With the foreclosure pipeline full — Moody’s estimates that 4.3 million out of approximately 50 milllion first mortgages are in foreclosure or overdue by 90 days or more — Zandi expects further price weakness for the next six to 12 months and no real price growth through 2012.

Although loan modifications could help about half of homeowners facing foreclosure avoid losing their homes, another 9 million homeowners are underwater by more than 20 percent, he said, making them more likely to consider a "strategic default."

Strategic defaults, or defaults by homeowners who are able to make their mortgage payments but choose not, will constitute a fourth wave of foreclosures, Zandi said.

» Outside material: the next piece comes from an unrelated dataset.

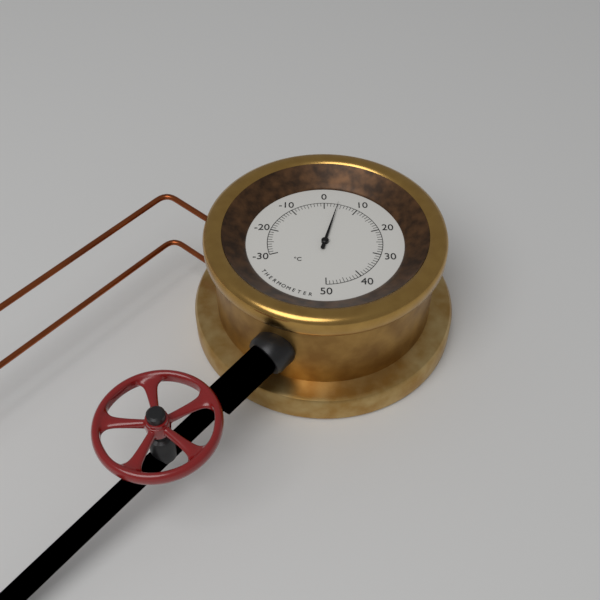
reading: 4 °C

The first wave of foreclosures, in 2006, often involved house flippers who got into trouble when prices stopped rising. Subprime borrowers facing interest-rate resets dominated the second wave in 2007, which was followed in 2008 by foreclosures among the unemployed and borrowers with negative equity.

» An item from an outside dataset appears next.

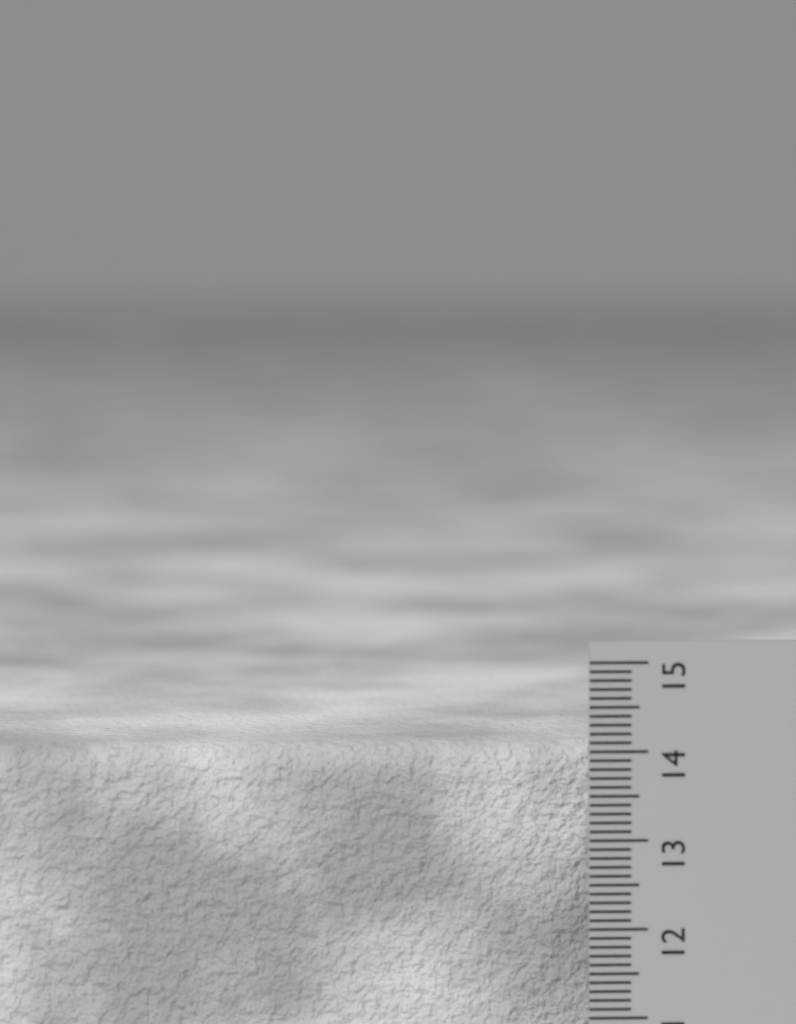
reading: 14.0 cm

There are already about 9.5 million vacant homes — about 1.5 million more than would be expected by historical trends — and it could take two years to work off that inventory, Zandi estimated.

That assumes that builders keep putting up homes at a slower-than-usual pace of 600,000 homes a year, while new household formation produces demand for 1.35 million homes a year, a difference of 750,000.

While builders could very well pick up the pace of construction, Zandi expects demand will rise even faster — a view echoed by National Association of Realtors Chief Economist Lawrence Yun.

Yun said that with housing starts so far below historical norms, there’s a chance that there will be housing shortages. Home prices could rise 2 to 3 percent this year and even more steeply after that because of the constraints on supply, he said.

While that might seem like a nice problem to have, Yun said abrupt price appreciation would not be good for businesses because some buyers will be priced out of the market.

Sales of distressed homes are expected to account for between 30 and 40 percent of transactions for the rest of the year, Yun said. But the European debt crisis could lead to additional stress tests for U.S. banks, which would hurt jumbo and second-home lending, he said.

Zandi said the structured finance market, which channeled money into home lending before the financial crisis, remains "completely dormant." Fannie Mae, Freddie Mac and the Federal Housing Administration are standing behind 95 percent of loans, he noted.

"It’s not healthy for our economy to be reliant on the government for mortgage credit," Zandi said. Nor is the rising ratio of federal debt to gross domestic product, which could eventually drive up interest rates and derail his optimistic economic projections, he said.

Zandi expects GDP, which fell 2.5 percent last year — the worst showing since 1933 — should grow by 3 percent this year, 4 percent in 2011, and 5 percent in 2012.

But it may be 2014 before enough jobs are created to make up for the 9 million lost during the financial crisis, he said.

Businesses must create 125,000 a month just to keep up with the growing size of the nation’s work force, he said — a "break-even" pace he expects can be sustained this year. Next year, Zandi expects about 250,000 jobs will be created each month, a figure he said should grow to 300,000 in 2012.